Overview:
Wednesday of the Eleventh Week in Ordinary Time
A Reflection for Wednesday of the Eleventh Week in Ordinary Time
“When you pray, go to your inner room, close the door,
and pray to your Father in secret.
And your Father who sees in secret will repay you.” (Mt 6:6)
Find today’s readings here.
I am a verbal processor. At best, it means by talking things out I come to deeper realizations and conclusions about myself, my relationships and the decisions I need to make. At worst, it means I talk and talk and talk myself in circles without making any meaningful progress, sometimes even about problems that only exist in my own head. (I’d like to hereby put my husband and my sister forward for canonization. Their listening skills and patience with me are saintly indeed.)
Because I am a words person, the spoken and written word are both important in my faith life. I’ve been sustained by small group conversation at retreats, by spiritual direction, by reading and writing about the experiences that bring me closer to God. But if this makes any sense, sometimes talking and talking about prayer gets in my way of just…doing it.
Today’s Gospel reading from Matthew is probably familiar to you: We also read it on Ash Wednesday. It can feel ironic that we read a passage about praying, fasting and giving alms in secret when we are spreading a very public sign of our faith across our foreheads.
But to me today, outside the Lenten season and well into the thick of Ordinary Time, this reading highlights the merits of secrecy and, really, of privacy. When no one is watching—or for us chatterboxes, when no one is listening—what really matters? In our private moments, are we motivated to act?
When we keep parts of our spiritual lives private, we create a place where we can be alone with God, where our conscience has a minute to breathe and therefore a chance to speak. Talking it out can be helpful, but in the quest to connect with a divinity that is beyond words, it only goes so far. I sense God’s presence most clearly when I know what the next right thing to do is—and when I allow myself enough private certainty to take the first step.
It’s not Lent, but this reading’s reappearance in the lectionary cycle reminds me that any time can be the time to rededicate ourselves to prayer, to silence, to privacy, to contemplating the hidden nature of our God—and to exploring what that hiddenness can mean in us, too.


**Activity**:
Report the number of lines in the entries below that include the word "tick", and nothing else.

**Record excerpts**:
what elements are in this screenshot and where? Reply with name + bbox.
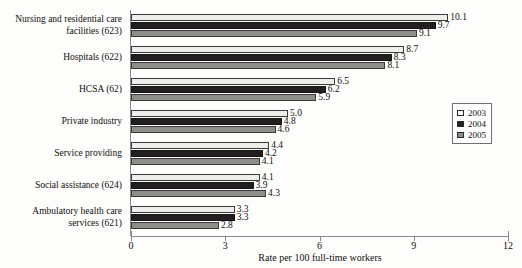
legend-label: 2004 [468, 119, 486, 129]
legend-swatch-icon [457, 132, 464, 138]
bar-2005-2 [131, 94, 316, 101]
bar-value-label: 5.9 [318, 93, 330, 102]
category-label: Nursing and residential carefacilities (… [0, 14, 122, 37]
bar-2005-3 [131, 126, 276, 133]
bar-2005-0 [131, 30, 417, 37]
category-label: Service providing [0, 148, 122, 160]
x-tick-label: 0 [129, 240, 134, 251]
bar-2003-2 [131, 78, 335, 85]
x-tick-label: 6 [317, 240, 322, 251]
bar-2004-1 [131, 54, 392, 61]
bar-value-label: 3.9 [256, 181, 268, 190]
bar-2005-5 [131, 190, 266, 197]
category-label: Hospitals (622) [0, 52, 122, 64]
bar-2003-6 [131, 206, 235, 213]
category-label: Private industry [0, 116, 122, 128]
bar-2004-6 [131, 214, 235, 221]
bar-2003-5 [131, 174, 260, 181]
bar-value-label: 8.7 [406, 45, 418, 54]
bar-2004-0 [131, 22, 436, 29]
bar-value-label: 9.7 [438, 21, 450, 30]
bar-2003-0 [131, 14, 448, 21]
x-tick-label: 3 [223, 240, 228, 251]
bar-group: 3.33.32.8 [131, 206, 508, 229]
bar-value-label: 4.3 [268, 189, 280, 198]
bar-value-label: 2.8 [221, 221, 233, 230]
category-label: Social assistance (624) [0, 180, 122, 192]
bar-value-label: 3.3 [237, 213, 249, 222]
bar-group: 4.44.24.1 [131, 142, 508, 165]
category-axis-labels: Nursing and residential carefacilities (… [0, 10, 126, 236]
x-tick-label: 9 [411, 240, 416, 251]
bar-value-label: 10.1 [450, 13, 467, 22]
bar-value-label: 9.1 [419, 29, 431, 38]
bar-2005-1 [131, 62, 385, 69]
bar-2005-4 [131, 158, 260, 165]
legend-label: 2003 [468, 108, 486, 118]
x-tick-label: 12 [503, 240, 513, 251]
bar-group: 6.56.25.9 [131, 78, 508, 101]
legend-swatch-icon [457, 110, 464, 116]
bar-2004-5 [131, 182, 254, 189]
bar-2004-3 [131, 118, 282, 125]
category-label: HCSA (62) [0, 84, 122, 96]
legend-swatch-icon [457, 121, 464, 127]
legend-label: 2005 [468, 130, 486, 140]
bar-value-label: 8.1 [387, 61, 399, 70]
bar-group: 10.19.79.1 [131, 14, 508, 37]
bar-2004-4 [131, 150, 263, 157]
bar-value-label: 4.6 [278, 125, 290, 134]
bar-2005-6 [131, 222, 219, 229]
legend: 200320042005 [452, 103, 492, 144]
bar-group: 4.13.94.3 [131, 174, 508, 197]
bar-2004-2 [131, 86, 326, 93]
x-axis-title: Rate per 100 full-time workers [131, 252, 509, 263]
legend-item-2004: 2004 [457, 118, 486, 129]
bar-group: 8.78.38.1 [131, 46, 508, 69]
bar-2003-4 [131, 142, 269, 149]
bar-2003-1 [131, 46, 404, 53]
bar-value-label: 4.1 [262, 157, 274, 166]
legend-item-2003: 2003 [457, 107, 486, 118]
category-label: Ambulatory health careservices (621) [0, 206, 122, 229]
bar-chart: Nursing and residential carefacilities (… [0, 0, 522, 268]
bar-2003-3 [131, 110, 288, 117]
legend-item-2005: 2005 [457, 129, 486, 140]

**Answer to this problem**:
5